The documentation of this campaign is full of confusing and misleading primary and secondary source material, and it is very difficult to sort out precise troop movements, let alone casualties.  As often as he provides footnotes in his account, Fleming's narrative reads more like one of his novels, and I found myself wanting more documented details and less dramatization.  In one of the most griping episodes in the story, the brave, forlorn stand of a lone cannon served by a doomed handful of continental artillerymen, Fleming introduces a 13-year-old boy who remains unidentified and is part of Springfield legend.  He volunteers to bring water to those manning the gun who are cut down one by one.  In the end, he joins Angell's men and fires on the converging British, wounding one "to his ecstatic delight."  Whether this character actually was ecstatic or not is a matter of conjecture, as he was reported killed very soon thereafter by a cannonball.  In a novel, ascribing emotions to characters is an appropriate devise.  In a work of history it is laden with assumption, and this is not the only case when Fleming falls back on the novelist's art.
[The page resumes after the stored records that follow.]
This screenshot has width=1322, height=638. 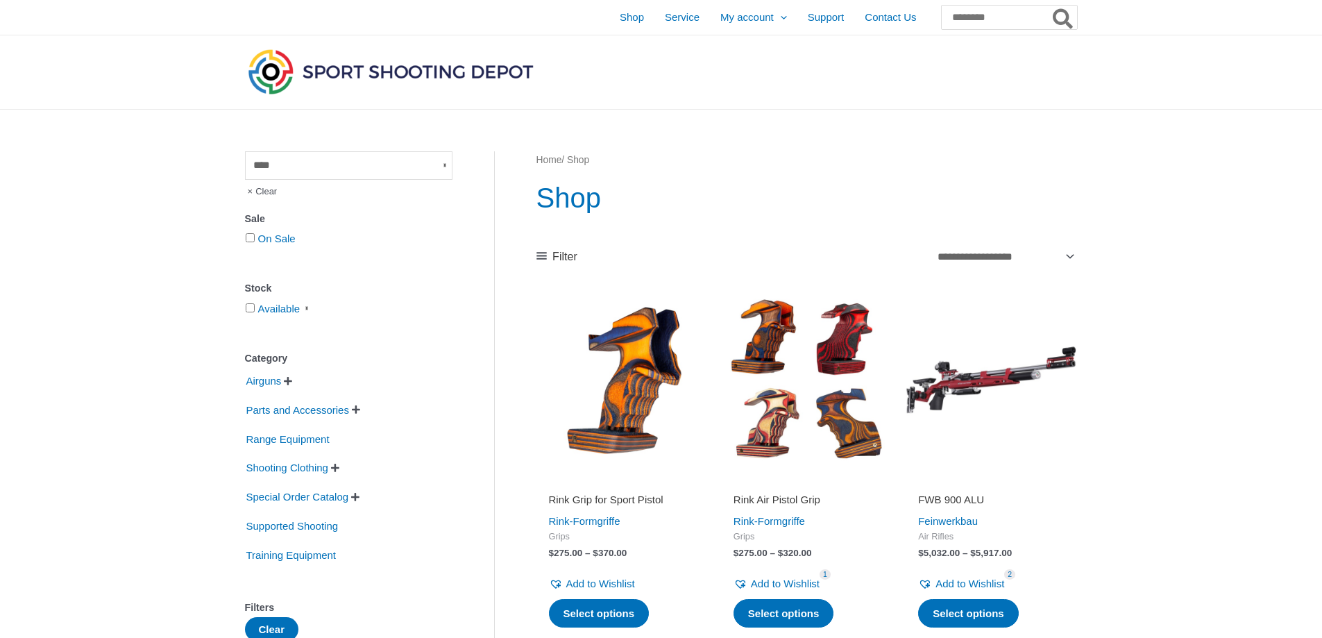 What do you see at coordinates (794, 552) in the screenshot?
I see `bdi: 320.00` at bounding box center [794, 552].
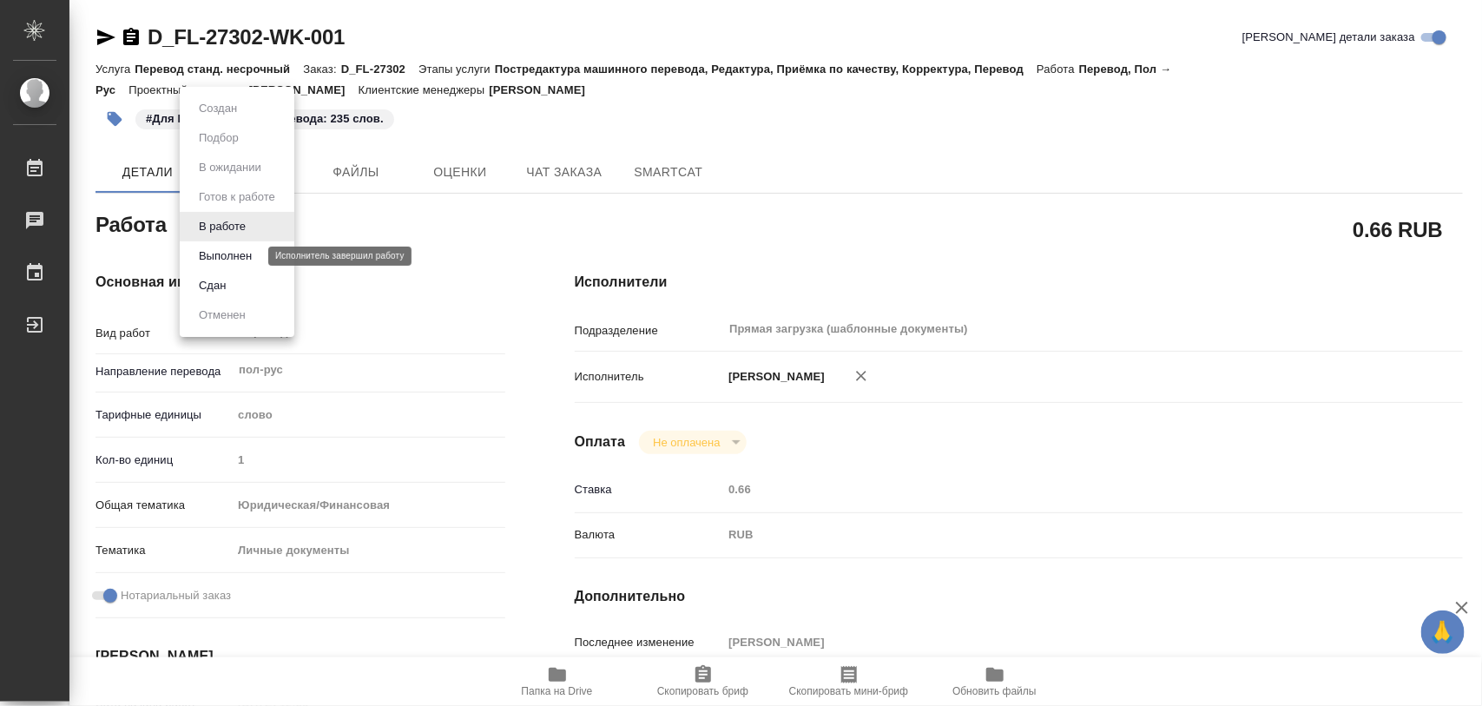 This screenshot has height=706, width=1482. What do you see at coordinates (237, 197) in the screenshot?
I see `button: Готов к работе` at bounding box center [237, 197].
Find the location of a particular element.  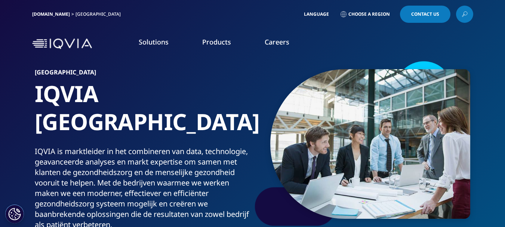

a: Products is located at coordinates (217, 42).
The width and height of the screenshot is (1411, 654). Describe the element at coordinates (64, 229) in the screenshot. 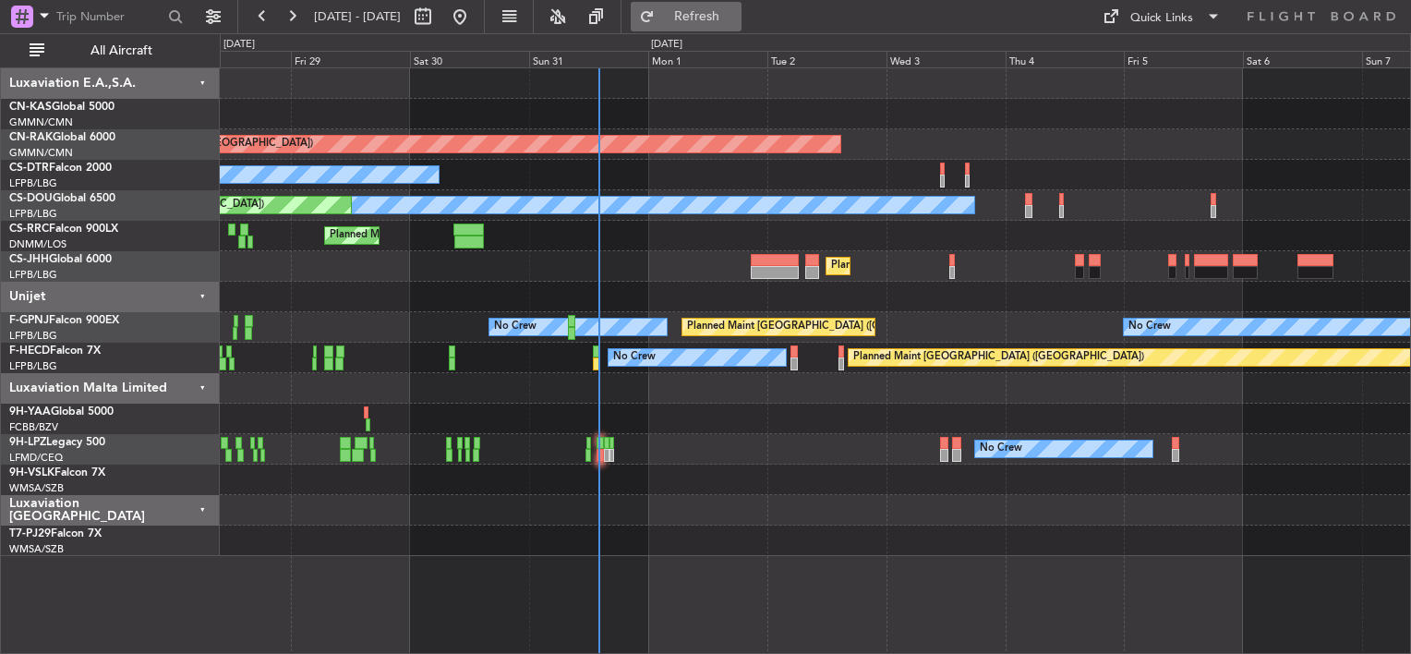

I see `a: CS-RRCFalcon 900LX` at that location.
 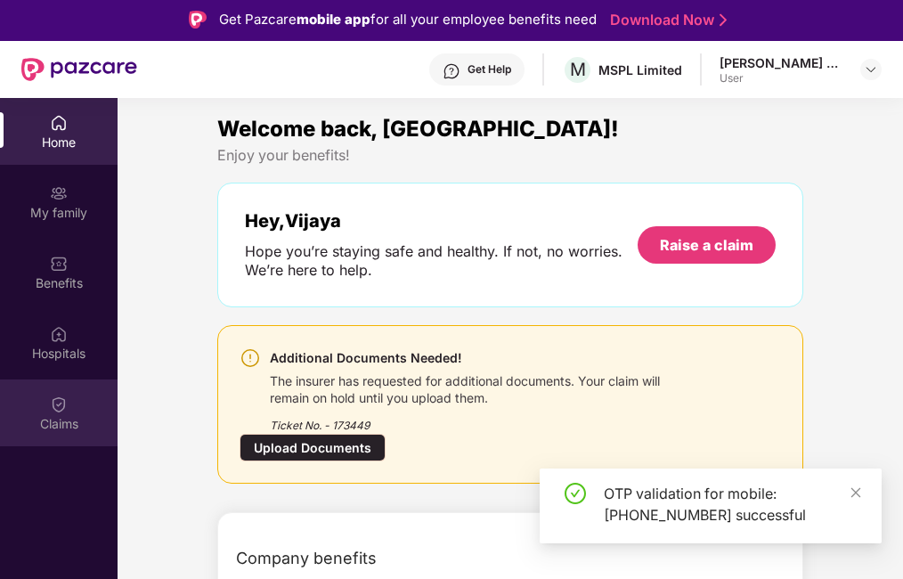 I want to click on div: The insurer has requested for additional documents. Your claim will remain on hold until you uplo..., so click(x=480, y=387).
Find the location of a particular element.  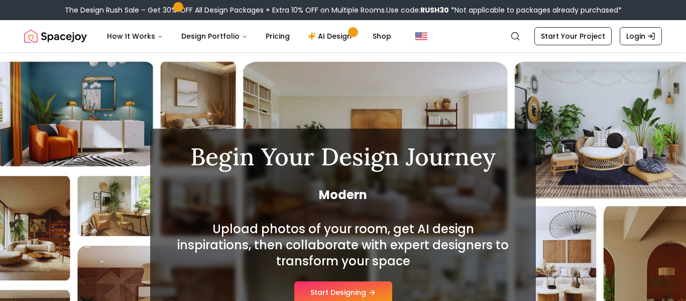

a: Start Your Project is located at coordinates (573, 36).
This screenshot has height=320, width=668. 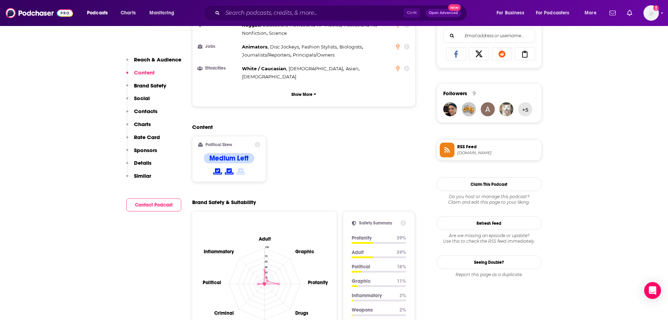 What do you see at coordinates (302, 94) in the screenshot?
I see `p: Show More` at bounding box center [302, 94].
There are further details that might clutter up the narrative but would have been very useful if included in an appendix.  Often Fleming describes unnamed regiments when it would have been a simple matter to identify them.  He says that five were left behind in Elizabethtown before the second advance on Springfield but nowhere in his book offers an order of battle.  Given that he was well aware that his was to be the first comprehensive historical treatment of the campaign, it is regrettable that Fleming did not provide the details of particular interest to historians.  It is still a fine popular account and a good read if you are looking to get the flavor of the events.  It has two excellent maps and plenty of engaging anecdotes, but as history it falls short as the first and last word on the subject.

June 19, 2008

"Who's on First?": Kyphausen's Raid (Part 3)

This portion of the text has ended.